I don’t remember the exact date. I remember the temperature.
Cool enough that my breath showed, warm enough that the forest still smelled alive. The trail was quiet, no voices, no dogs, no rush. Just dirt under my boots and the steady rhythm of my breath, trying to find its way back to normal.
At that point in my life, “normal” felt like a rumor.
Hospitals have their own kind of silence. It’s not peaceful. It’s waiting in silence. The kind that hums in the background while machines beep and time stretches thin. When your child is sick, really sick, your nervous system never fully powers down. Even when you sleep, part of you stays on watch.
That morning on the trail, I wasn’t hiking for joy. I was hiking because I needed somewhere for the fear to go.
The First Miles Were Always the Hardest
At first, my body resisted. My legs felt heavy. My chest tight. Thoughts crowded in the way they always did, appointments, labs, numbers, what-ifs that refused to stay quiet.
I almost turned back.
That urge, to retreat, to stay close to what feels safer, is strong when you’ve spent months living in survival mode. But something in me knew that if I went home, the fear would just follow me.
So I kept walking.
One step. Then another. Then another.
Not fast. Not strong. Just forward.

When the Noise Finally Dropped Away
It didn’t happen all at once. The trail didn’t suddenly fix anything. There was no cinematic moment where everything made sense.
But somewhere between the second bend and the rise where the trees thin out, my shoulders dropped.
I noticed the sound of leaves shifting overhead. The uneven rhythm of my boots on rock. The way the trail narrowed and widened without asking permission.
The noise in my head didn’t disappear, but it softened.
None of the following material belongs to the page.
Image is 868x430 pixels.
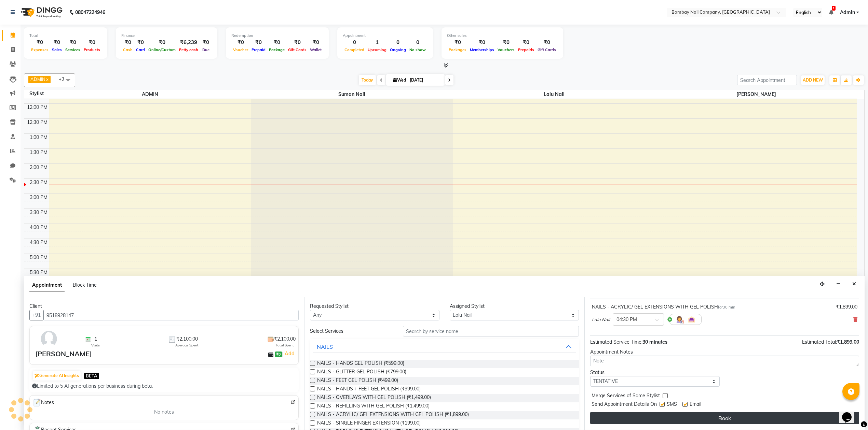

It stopped demanding answers.
And that was enough.
For the first time in a long time, my body remembered how to be here instead of bracing for impact.
What the Trail Did That Nothing Else Could
People talk about coping strategies like they’re interchangeable. As if deep breathing and journaling and positive thinking all work the same way for everyone.
They don’t.
What hiking gave me during my child’s health journey wasn’t distraction, it was containment.
The trail gave my fear somewhere to stretch out without swallowing me whole. It gave my grief a pace. It gave my anger somewhere to burn off instead of turning inward. Because what is the point of being angry at something that is beyond your control, like a genetic disorder? Or at the doctors who were going above and beyond to save your son when healing wasn’t as linear as one would hope.
On the trail, I didn’t have to be optimistic. I didn’t have to be brave in the way people expect bravery to look. I just had to keep moving.
The trail didn’t ask me how things were going.
It didn’t need updates.
It didn’t need hope.
It held me anyway.

The Pattern I Didn’t See Until Later
At the time, I thought hiking was just something that helped me get through a brutal chapter. I didn’t realize I was learning a pattern I’d carry into everything else.
When things felt overwhelming, I learned to:
- Focus on the next step instead of the whole climb
- Accept uneven terrain instead of fighting it
- Trust that rest would come, even if I couldn’t see it yet
The trail taught me that endurance isn’t about pushing harder; it’s about not quitting on yourself when progress feels invisible.
That lesson showed up everywhere later. In art. In business. In parenting. In healing.
What This Season Taught Me About Strength
I used to think strength looked like holding it all together without cracking. Like staying calm. Like being the steady one everyone could lean on.
That season rewired me.
Strength, I learned, looks like letting your breath hitch and walking anyway.
It looks like choosing movement over paralysis.
It looks like admitting you can’t fix what’s happening, but you can still take care of your body inside it.
The trail didn’t make me fearless.
It made me functional.
And sometimes, that’s the bravest thing available.

How This Experience Lives Inside My Work
Years later, when people tell me my art feels grounding, I understand exactly where that comes from.
I don’t create from urgency. I don’t burn wood in a rush. I don’t force clean lines where the grain resists.
The way I move through a piece mirrors the way I learned to move through that season:
- Slowly
- Attentively
- Without pretending things are easier than they are
I let the wood respond. I adjust. I don’t punish mistakes; I work with them. Well, sometimes that does mean taking the sander and starting over. Because that’s what kept me upright when everything felt like it might collapse.
The Quiet Truth I Carry Forward
That time in my life taught me something I still rely on:
You don’t need clarity to move forward.
You need enough steadiness to take the next step.
Hiking didn’t give me answers about my child’s future.
It gave me a way to survive the waiting.
And that mattered more.
A Quiet Invitation
This experience lives underneath every piece I make.
If you’re drawn to work that feels steady rather than loud, work that was created with patience instead of pressure, this might be for you.
Not as a solution.
Not as a fix.
Just as something solid to return to when your own world feels uncertain.
I didn’t hike to escape my life.
I hiked so I could stay in it.
The trail didn’t promise anything.
It just kept showing up and taught me how to do the same.